The intersectional layer makes this worse. NCRC research on COVID-era lending showed that the collateral and approval gaps are dramatically wider for Black and Hispanic women business owners. The compounding of gender and racial bias doesn’t add — it multiplies.

The cycle looks like this:

  1. Less generational wealth
  2. Less collateral available for business loans
  3. Less access to credit, or credit on worse terms
  4. Less business growth and capital accumulation
  5. Less wealth to pass on or leverage

Then it repeats. Every generation starts the loop from a worse position than a comparable male-owned business. This isn’t a gap that individual ambition can close. It’s structural, and it requires structural solutions.

The Confidence Gap Myth — Stop Blaming Women for a System Problem

You’ve heard this one too. Women don’t ask for enough. Women undersell their businesses. Women lack confidence in pitch meetings. If they just leaned in, asked bigger, negotiated harder — the gap would close.

The research says otherwise.

When women ask for the same amounts as men, they’re treated differently. The gap isn’t in the asking. It’s in the receiving.

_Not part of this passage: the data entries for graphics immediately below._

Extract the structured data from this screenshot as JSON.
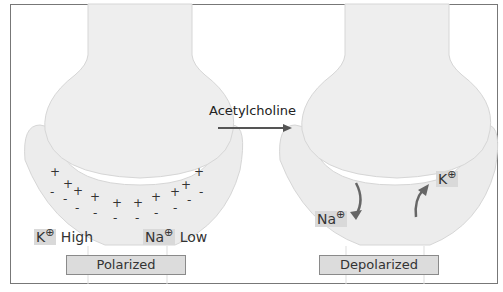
{
  "diagram": {
    "transmitter_label": "Acetylcholine",
    "left_panel": {
      "state": "Polarized",
      "ions": [
        {
          "symbol": "K",
          "charge": "⊕",
          "level": "High"
        },
        {
          "symbol": "Na",
          "charge": "⊕",
          "level": "Low"
        }
      ],
      "outer_charge": "+",
      "inner_charge": "-"
    },
    "right_panel": {
      "state": "Depolarized",
      "ions": [
        {
          "symbol": "Na",
          "charge": "⊕",
          "direction": "in"
        },
        {
          "symbol": "K",
          "charge": "⊕",
          "direction": "out"
        }
      ]
    },
    "colors": {
      "membrane_fill": "#ececec",
      "membrane_edge": "#d0d0d0",
      "arrow": "#666666",
      "box_fill": "#dcdcdc"
    }
  }
}
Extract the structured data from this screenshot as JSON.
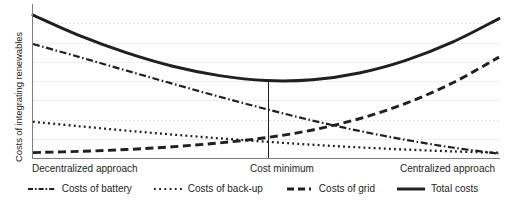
{
  "chart_data": {
    "type": "line",
    "title": "",
    "xlabel": "",
    "ylabel": "Costs of integrating renewables",
    "grid": true,
    "gridlines": 7,
    "legend_position": "bottom",
    "axis_ticks_numeric": false,
    "x_category_labels": [
      "Decentralized approach",
      "Cost minimum",
      "Centralized approach"
    ],
    "annotations": [
      {
        "name": "cost-minimum-marker",
        "label": "Cost minimum",
        "x": 0.505,
        "description": "vertical drop line from total costs minimum to x-axis"
      }
    ],
    "x": [
      0.0,
      0.1,
      0.2,
      0.3,
      0.4,
      0.5,
      0.6,
      0.7,
      0.8,
      0.9,
      1.0
    ],
    "xlim": [
      0,
      1
    ],
    "ylim": [
      0,
      1
    ],
    "series": [
      {
        "name": "Costs of battery",
        "style": "dash-dot",
        "values": [
          0.74,
          0.655,
          0.568,
          0.482,
          0.398,
          0.318,
          0.243,
          0.176,
          0.118,
          0.068,
          0.028
        ]
      },
      {
        "name": "Costs of back-up",
        "style": "dotted",
        "values": [
          0.235,
          0.206,
          0.178,
          0.152,
          0.128,
          0.106,
          0.086,
          0.069,
          0.055,
          0.043,
          0.034
        ]
      },
      {
        "name": "Costs of grid",
        "style": "dashed",
        "values": [
          0.035,
          0.043,
          0.055,
          0.073,
          0.098,
          0.132,
          0.182,
          0.255,
          0.355,
          0.487,
          0.655
        ]
      },
      {
        "name": "Total costs",
        "style": "solid",
        "values": [
          0.928,
          0.794,
          0.684,
          0.596,
          0.535,
          0.503,
          0.508,
          0.552,
          0.634,
          0.752,
          0.905
        ]
      }
    ]
  },
  "legend": {
    "items": [
      {
        "label": "Costs of battery",
        "style": "dash-dot"
      },
      {
        "label": "Costs of back-up",
        "style": "dotted"
      },
      {
        "label": "Costs of grid",
        "style": "dashed"
      },
      {
        "label": "Total costs",
        "style": "solid"
      }
    ]
  },
  "colors": {
    "ink": "#231f20",
    "gridline": "#d9d9d9",
    "axis": "#7f7f7f",
    "background": "#ffffff"
  }
}
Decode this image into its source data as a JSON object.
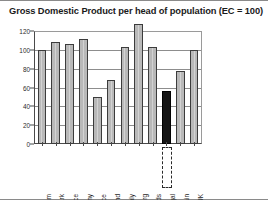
{
  "chart_data": {
    "type": "bar",
    "title": "Gross Domestic Product per head of population (EC = 100)",
    "xlabel": "",
    "ylabel": "",
    "ylim": [
      0,
      120
    ],
    "yticks": [
      0,
      20,
      40,
      60,
      80,
      100,
      120
    ],
    "grid": true,
    "legend": "none",
    "categories": [
      "Belgium",
      "Denmark",
      "France",
      "Germany",
      "Greece",
      "Ireland",
      "Italy",
      "Luxembourg",
      "Netherlands",
      "Portugal",
      "Spain",
      "UK"
    ],
    "values": [
      100,
      108,
      106,
      112,
      50,
      68,
      103,
      127,
      103,
      56,
      78,
      100
    ],
    "highlight_category": "Portugal",
    "highlight_note": "Portugal bar drawn in dark fill with dashed box around its axis label",
    "colors": {
      "bar_fill": "#b9b9b9",
      "bar_border": "#3c3c3c",
      "highlight_fill": "#151515",
      "gridline": "#8d8d8d",
      "axis": "#4a4a4a",
      "text": "#1a1a1a",
      "background": "#ffffff"
    }
  }
}
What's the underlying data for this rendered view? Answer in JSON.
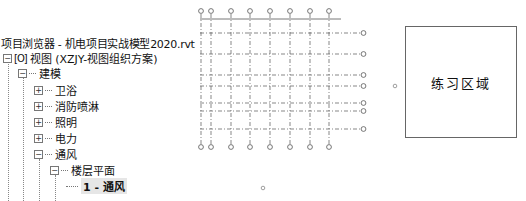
{
  "project_browser": {
    "title": "项目浏览器 - 机电项目实战模型2020.rvt",
    "root": {
      "icon": "view-icon",
      "label": "视图 (XZJY-视图组织方案)",
      "expanded": true
    },
    "items": [
      {
        "label": "建模",
        "expanded": true,
        "level": 1
      },
      {
        "label": "卫浴",
        "expanded": false,
        "level": 2
      },
      {
        "label": "消防喷淋",
        "expanded": false,
        "level": 2
      },
      {
        "label": "照明",
        "expanded": false,
        "level": 2
      },
      {
        "label": "电力",
        "expanded": false,
        "level": 2
      },
      {
        "label": "通风",
        "expanded": true,
        "level": 2
      },
      {
        "label": "楼层平面",
        "expanded": true,
        "level": 3
      },
      {
        "label": "1 - 通风",
        "selected": true,
        "level": 4
      }
    ],
    "expand_glyph": "+",
    "collapse_glyph": "−"
  },
  "canvas": {
    "practice_area_label": "练习区域",
    "grid_color": "#555555"
  }
}
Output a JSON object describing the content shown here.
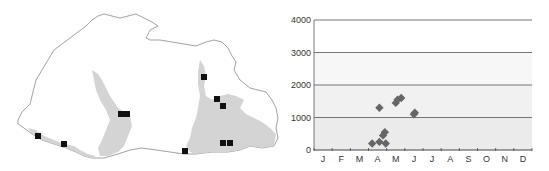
{
  "map": {
    "description": "Outline map with shaded river valleys and sample site markers",
    "outline_color": "#8a8a8a",
    "valley_color": "#d4d4d4",
    "marker_color": "#111111",
    "markers": [
      {
        "x": 38,
        "y": 136
      },
      {
        "x": 64,
        "y": 144
      },
      {
        "x": 121,
        "y": 114
      },
      {
        "x": 127,
        "y": 114
      },
      {
        "x": 185,
        "y": 151
      },
      {
        "x": 204,
        "y": 77
      },
      {
        "x": 217,
        "y": 99
      },
      {
        "x": 223,
        "y": 106
      },
      {
        "x": 223,
        "y": 143
      },
      {
        "x": 230,
        "y": 143
      }
    ]
  },
  "chart_data": {
    "type": "scatter",
    "title": "",
    "xlabel": "",
    "ylabel": "",
    "categories": [
      "J",
      "F",
      "M",
      "A",
      "M",
      "J",
      "J",
      "A",
      "S",
      "O",
      "N",
      "D"
    ],
    "yticks": [
      0,
      1000,
      2000,
      3000,
      4000
    ],
    "ylim": [
      0,
      4000
    ],
    "grid": true,
    "legend": null,
    "marker": "diamond",
    "marker_color": "#666666",
    "background_bands": [
      {
        "from": 0,
        "to": 1000,
        "color": "#ebebeb"
      },
      {
        "from": 1000,
        "to": 2000,
        "color": "#f1f1f1"
      },
      {
        "from": 2000,
        "to": 3000,
        "color": "#f7f7f7"
      },
      {
        "from": 3000,
        "to": 4000,
        "color": "#ffffff"
      }
    ],
    "points": [
      {
        "month": 3.7,
        "value": 200
      },
      {
        "month": 4.1,
        "value": 250
      },
      {
        "month": 4.45,
        "value": 200
      },
      {
        "month": 4.3,
        "value": 450
      },
      {
        "month": 4.4,
        "value": 550
      },
      {
        "month": 4.1,
        "value": 1300
      },
      {
        "month": 5.0,
        "value": 1450
      },
      {
        "month": 5.1,
        "value": 1550
      },
      {
        "month": 5.3,
        "value": 1600
      },
      {
        "month": 6.0,
        "value": 1100
      },
      {
        "month": 6.05,
        "value": 1150
      }
    ]
  }
}
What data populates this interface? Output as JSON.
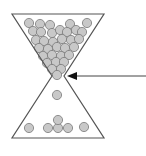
{
  "diagram": {
    "type": "hourglass-with-balls",
    "colors": {
      "outline": "#555555",
      "ball_fill": "#c8c8c8",
      "ball_stroke": "#7a7a7a",
      "arrow": "#111111"
    },
    "hourglass": {
      "top_left": [
        12,
        14
      ],
      "top_right": [
        104,
        14
      ],
      "neck_left": [
        52,
        76
      ],
      "neck_right": [
        64,
        76
      ],
      "bottom_left": [
        12,
        138
      ],
      "bottom_right": [
        104,
        138
      ]
    },
    "arrow": {
      "from": [
        146,
        76
      ],
      "to": [
        67,
        76
      ],
      "points_to": "neck"
    },
    "ball_radius": 4.6,
    "balls_top": [
      [
        29,
        23
      ],
      [
        40,
        24
      ],
      [
        50,
        25
      ],
      [
        70,
        24
      ],
      [
        87,
        23
      ],
      [
        33,
        31
      ],
      [
        41,
        32
      ],
      [
        52,
        33
      ],
      [
        60,
        30
      ],
      [
        67,
        32
      ],
      [
        76,
        30
      ],
      [
        82,
        32
      ],
      [
        36,
        40
      ],
      [
        44,
        41
      ],
      [
        53,
        42
      ],
      [
        62,
        39
      ],
      [
        71,
        40
      ],
      [
        79,
        39
      ],
      [
        39,
        48
      ],
      [
        48,
        49
      ],
      [
        57,
        47
      ],
      [
        65,
        48
      ],
      [
        74,
        47
      ],
      [
        43,
        56
      ],
      [
        52,
        55
      ],
      [
        61,
        56
      ],
      [
        69,
        55
      ],
      [
        47,
        63
      ],
      [
        56,
        62
      ],
      [
        64,
        62
      ],
      [
        52,
        69
      ],
      [
        61,
        69
      ],
      [
        57,
        75
      ]
    ],
    "balls_falling": [
      [
        57,
        95
      ]
    ],
    "balls_bottom": [
      [
        29,
        128
      ],
      [
        48,
        128
      ],
      [
        58,
        128
      ],
      [
        68,
        128
      ],
      [
        84,
        127
      ],
      [
        58,
        120
      ]
    ]
  }
}
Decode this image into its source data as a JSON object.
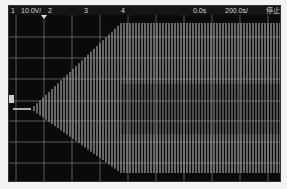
{
  "header": {
    "ch1_label": "1",
    "ch1_scale": "10.0V/",
    "ch2_label": "2",
    "ch3_label": "3",
    "ch4_label": "4",
    "time_offset": "0.0s",
    "time_scale": "200.0s/",
    "run_status": "停止"
  },
  "colors": {
    "background": "#0a0a0a",
    "grid": "#9a9a9a",
    "trace": "#e6e6e6",
    "header_text": "#d8d8d8"
  },
  "waveform": {
    "description": "burst signal: flat baseline then linearly growing oscillation envelope reaching full-scale and sustained",
    "baseline_y": 94,
    "flat_start_x": 4,
    "ramp_start_x": 22,
    "ramp_end_x": 112,
    "max_top_y": 8,
    "max_bottom_y": 158,
    "line_spacing": 3
  },
  "grid": {
    "vertical_lines_x": [
      7,
      35,
      63,
      91,
      119,
      147,
      175,
      203,
      231,
      259
    ],
    "horizontal_lines_y": [
      22,
      43,
      64,
      86,
      106,
      127,
      148
    ]
  }
}
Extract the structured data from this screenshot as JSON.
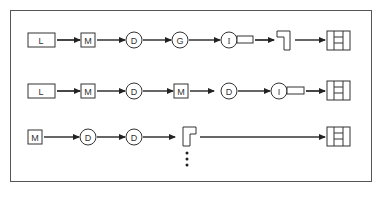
{
  "diagram": {
    "type": "process-flow",
    "rows": [
      {
        "id": "row-1",
        "nodes": [
          {
            "shape": "rect-wide",
            "label": "L"
          },
          {
            "shape": "square",
            "label": "M"
          },
          {
            "shape": "circle",
            "label": "D"
          },
          {
            "shape": "circle",
            "label": "G"
          },
          {
            "shape": "circle-with-tab",
            "label": "I"
          },
          {
            "shape": "gamma-block",
            "label": ""
          },
          {
            "shape": "grid-box",
            "label": ""
          }
        ]
      },
      {
        "id": "row-2",
        "nodes": [
          {
            "shape": "rect-wide",
            "label": "L"
          },
          {
            "shape": "square",
            "label": "M"
          },
          {
            "shape": "circle",
            "label": "D"
          },
          {
            "shape": "square",
            "label": "M"
          },
          {
            "shape": "circle",
            "label": "D"
          },
          {
            "shape": "circle-with-tab",
            "label": "I"
          },
          {
            "shape": "grid-box",
            "label": ""
          }
        ]
      },
      {
        "id": "row-3",
        "nodes": [
          {
            "shape": "square",
            "label": "M"
          },
          {
            "shape": "circle",
            "label": "D"
          },
          {
            "shape": "circle",
            "label": "D"
          },
          {
            "shape": "p-block",
            "label": ""
          },
          {
            "shape": "grid-box",
            "label": ""
          }
        ]
      }
    ],
    "continuation": "vertical-ellipsis",
    "colors": {
      "stroke": "#333333",
      "frame": "#555555",
      "background": "#ffffff"
    }
  },
  "labels": {
    "r1_l": "L",
    "r1_m": "M",
    "r1_d": "D",
    "r1_g": "G",
    "r1_i": "I",
    "r2_l": "L",
    "r2_m1": "M",
    "r2_d1": "D",
    "r2_m2": "M",
    "r2_d2": "D",
    "r2_i": "I",
    "r3_m": "M",
    "r3_d1": "D",
    "r3_d2": "D"
  }
}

A study published through Yale Insights found that venture capitalists systematically ask women “prevention” questions — “How will you defend against losses?” “What’s your plan if the market contracts?” — and ask men “promotion” questions — “How big can this get?” “What does the upside look like?”

Prevention framing leads to smaller funding asks and smaller checks. Promotion framing leads to bigger rounds. Same pitch, different questions, different outcomes. The researchers found that this question bias alone could account for a significant portion of the funding gap.

The confidence gap narrative is convenient for the institutions it protects. If the problem is that women aren’t asking correctly, then the solution is coaching and workshops — not systemic reform. If the problem is that institutions treat identical requests differently based on the gender of the person making them, then the solution is accountability, transparency, and regulatory enforcement.

The confidence gap shifts blame from the system to the individual. That’s not analysis. That’s cover.

The data is clear. Women are asking. They’re being answered differently.

What These Numbers Actually Mean for You

Women business owners in a working session discussing strategy
Data without direction is just despair with citations. Here’s what to do with this information.

If you’re seeking venture capital:

If you’re seeking a loan:

If you’re an ally or advisor:

For tactical next steps on any of these paths, The Funding Playbook breaks down specific strategies for every funding stage. If you want to hear how other founders navigated these gaps, Founder Stories has the real accounts.

The Bottom Line

The funding gap for women-owned businesses is not one gap. It’s four interlocking systems that compound across venture capital, lending, collateral, and institutional behavior.

Some of these gaps are narrowing. VC dollars to mixed-gender teams hit record highs in 2025. More women-focused funds exist now than at any point in history. Policy conversations about lending equity are further along than they were five years ago.

Some of these gaps are widening. Women-only VC funding fell by half in the U.S. between 2023 and 2024. The global SME financing gap remains enormous. And the collateral gap is structural enough that it won’t respond to any single intervention.

Progress is real. It is also glacial. A 2065 timeline for VC parity means that a woman starting a business today will likely retire before the playing field is level. That’s not acceptable. And it won’t change without pressure — from founders who know their rights, investors who audit their biases, and policymakers who treat lending equity as the economic imperative it is.

This data isn’t meant to discourage you from starting, growing, or funding your business. It’s meant to make sure you walk into every room knowing exactly what you’re up against.

Because the system won’t name the problem. So we will.